Thundercat’s music is beautifully idiosyncratic. It’s forward-thinking jazz fusion à la Jaco Pastorius fused with strains of P-Funk, R&B, L.A.-bred electronic music, and rock. He alternates between playing bass lines at seemingly impossible speeds and thumping, relaxed notes. Lyrically, the shifts are equally unpredictable. Whimsy and comedy are always tempered by sincerity and vulnerability.
His fourth album, It Is What It Is, is looser than those that preceded it, favoring improvisation and raw emotion. These are diary entries and confessional texts delivered from a spacecraft speeding through the cosmos until it stalls, drifts, and starts again. The search for connection—platonic and romantic—is one of the dominant themes of Thundercat’s catalog, but it’s the central theme of It Is What It Is. After losing a dear friend—the late Mac Miller, whom he laments on “Fair Chance”—and weathering the tempests of a breakup, his search for intimacy makes sense.

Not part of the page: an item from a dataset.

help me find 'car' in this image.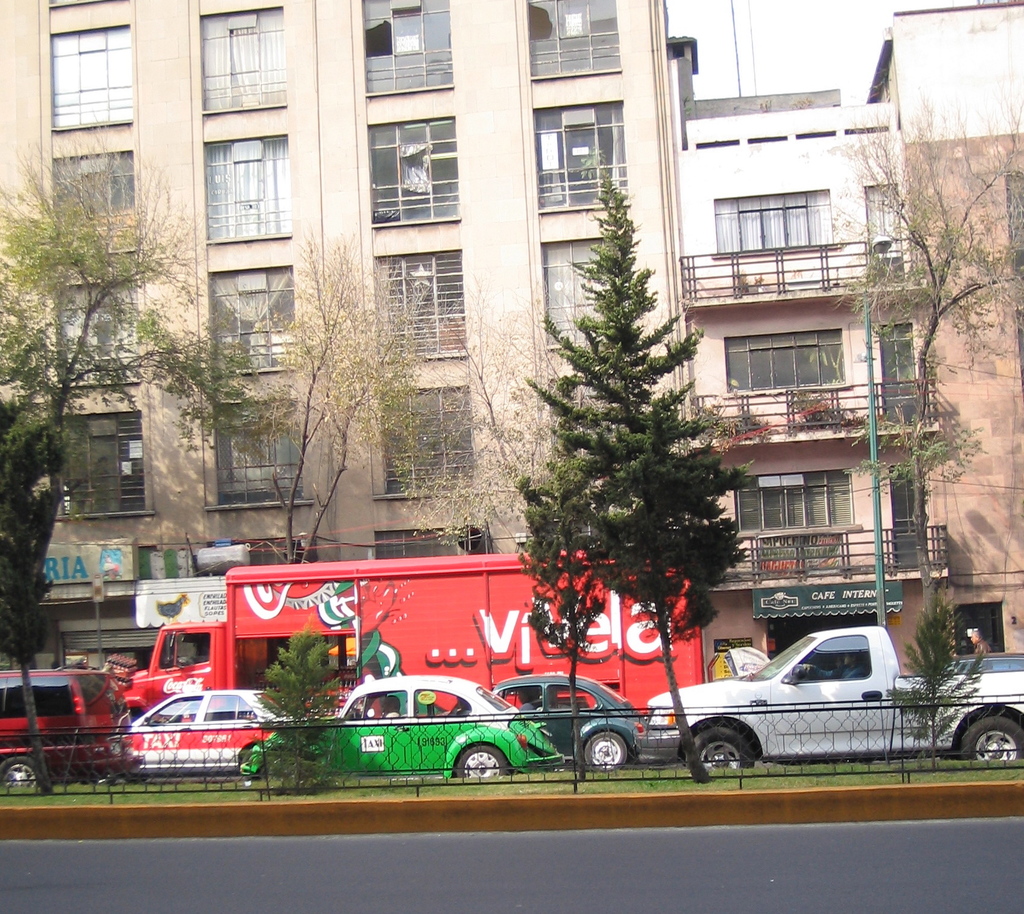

You can hear the different iterations of that quest, and the eccentric extremes of his music by examining “I Love Louis Cole” and lead single “Dragonball Durag.” The former is jazz-funk fusion played with the driving speed of anime intros, backed by percussion that verges on punk. It’s a paean to partying with Cole, an alcohol-fueled bromance set in a galaxy where Goku and Pikachu coexist. At the end, Thundercat blacks out, going full Super Saiyan on a blistering solo. “Dragonball Durag,” on the other hand, is funky and slow R&B. Part absurdist come-on and partly a plea for stylistic approbation and companionship, it’s funny and touching as only Thundercat can be.